Rebecca Maslen-Stannage
Chair and Senior Partner, Herbert Smith Freehills
Rebecca Maslen-Stannage, Senior Partner at Herbert Smith Freehills
Can you tell us about your journey to Oxford?
My Rhodes Scholar father had met my “Oxford local” mother at Oxford. I had ambitions of becoming a judge. I had been associate to Justice Geoffrey Kennedy of the Supreme Court of Western Australia who had also studied at Oxford - as had the Chief Justice, David Malcolm - so it seemed to me that was the perfect judge pedigree. It felt to me like all roads led to Oxford and I was determined to go there and study the BCL!
You are one of the leading voices in private & public M&A, equity capital markets, and corporate governance. What led you to these areas of practice and how do you feel the BCL and your wider studies prepared you for them?
When I returned from Oxford I continued what I thought was my litigation destiny. The critical thinking and analytical skills I developed in the BCL served me well and I became a litigation partner in Perth. I then made quite a dramatic change (for a lawyer), of city and discipline to become a corporate M&A partner in Sydney. My BCL skills have stood me in equally good stead on the transactional side. Defending a position to a sceptical investment banker or hostile takeover bidder is a piece of cake compared to defending a legal argument in a Jeffrey Hackney tutorial.
What challenges do you think the legal profession faces with regards to increasing diversity, inclusion and representation, and what would you like to see done?
For decades now, the partner population in the legal profession has not looked like the graduate intake. At first everyone thought that changing was just a matter of time as those junior lawyers worked their way up the seniority levels. But in fact it didn’t happen naturally. We have become a lot more proactive with unconscious bias training, talent identification and development programmes and targets to turn that around. I think we are now on a good path where that work is creating tangible change at the top and it is a matter of keeping up that intensity of effort.
As the first female senior partner at Herbert Smith Freehills, how would you define your approach to leadership in the legal profession?
I have a high engagement, non-hierarchical leadership style. I look to establish an environment where everyone feels confident to bring their whole self to work and to express their ideas and views.
What advice would you give to young lawyers today at the start of their careers?
Don’t see your career as something that happens to you which you can’t control. See yourself as the person driving your career. Speak up with your ideas and thoughts and personality. Engage your supervisor and team on your ambitions and ask what you need to do to achieve them. Actively seek and listen to feedback and advice. If you do that and combine it with energy, resilience and positivity, you will get there!
Who inspires you?
The incredible junior lawyers I am lucky to work with. They are a lot more confident than I was at that stage of my career, are incredibly keen to learn and to be challenged, and they consistently show they can deliver on that challenge. I love their positive energy.
Which Oxford scholars (if any) live on your bookshelves?
Even though it’s not a legal topic that comes up a lot in my day job, I have my Oxford copy of Professor Peter Birks’ Unjust Enrichment in my office. I do feel nostalgic for my days at Oxford and was very honoured to meet Professor Birks in Perth before I went to Oxford and then have the privilege of studying with him.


**Requirement:** Return, exactly as written, the line containing "This screenshot has height=591, width=892." and every line after it to the end of the records below, with no pictures.

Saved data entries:
<<<<

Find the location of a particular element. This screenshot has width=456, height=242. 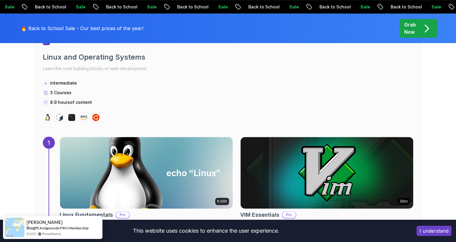

img: Linux Fundamentals card is located at coordinates (146, 173).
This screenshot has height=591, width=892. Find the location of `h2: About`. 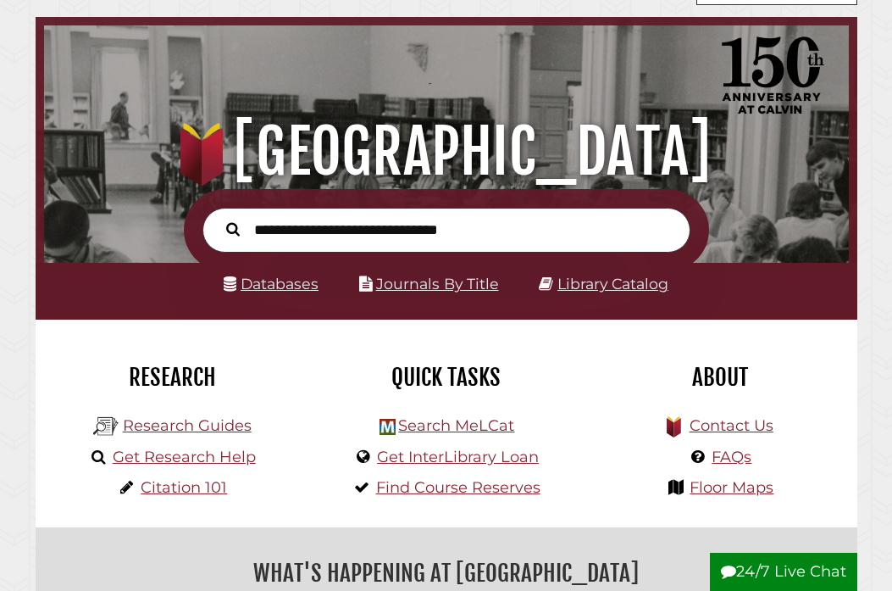

h2: About is located at coordinates (720, 377).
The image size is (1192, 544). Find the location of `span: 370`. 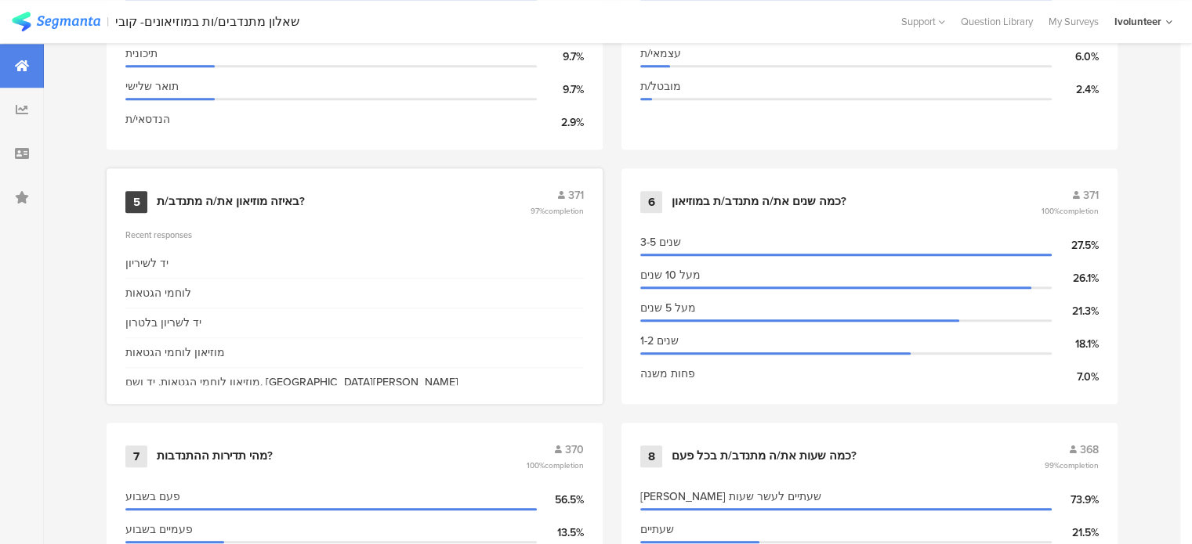

span: 370 is located at coordinates (574, 450).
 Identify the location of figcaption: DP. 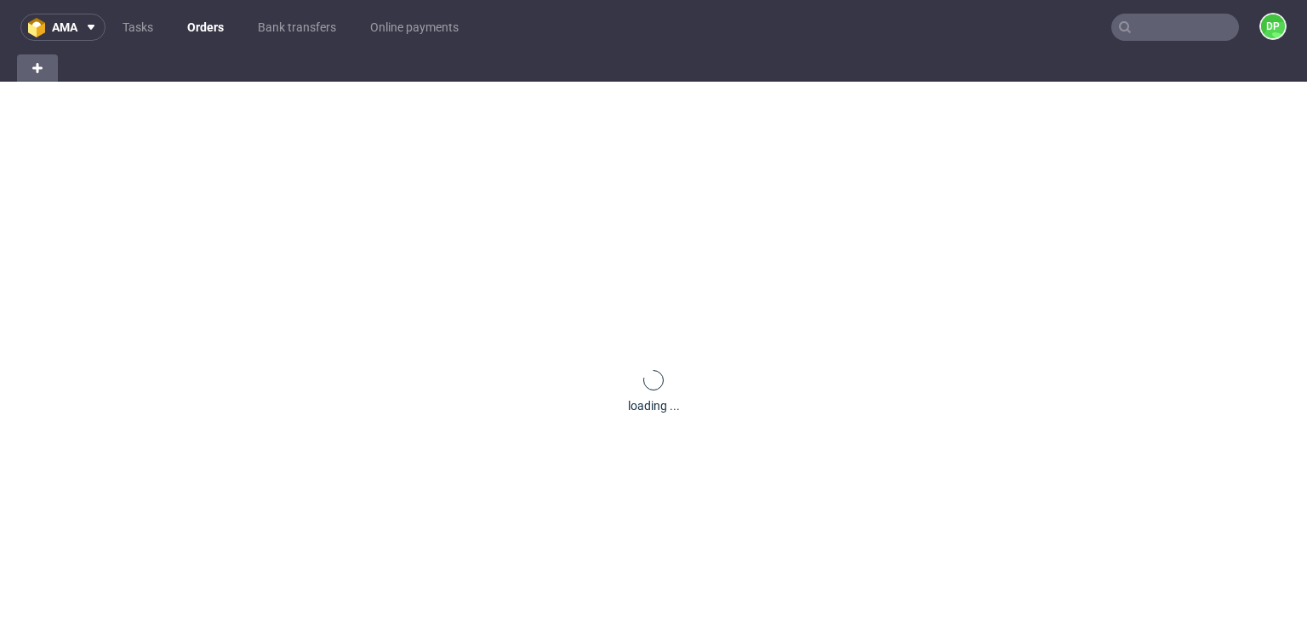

>>>>

**Response:**
This screenshot has height=591, width=892. Find the location of `h2: About`. 

h2: About is located at coordinates (720, 377).
The image size is (1192, 544). Find the location of `span: 370`. 

span: 370 is located at coordinates (574, 450).
 Identify the location of figcaption: DP. 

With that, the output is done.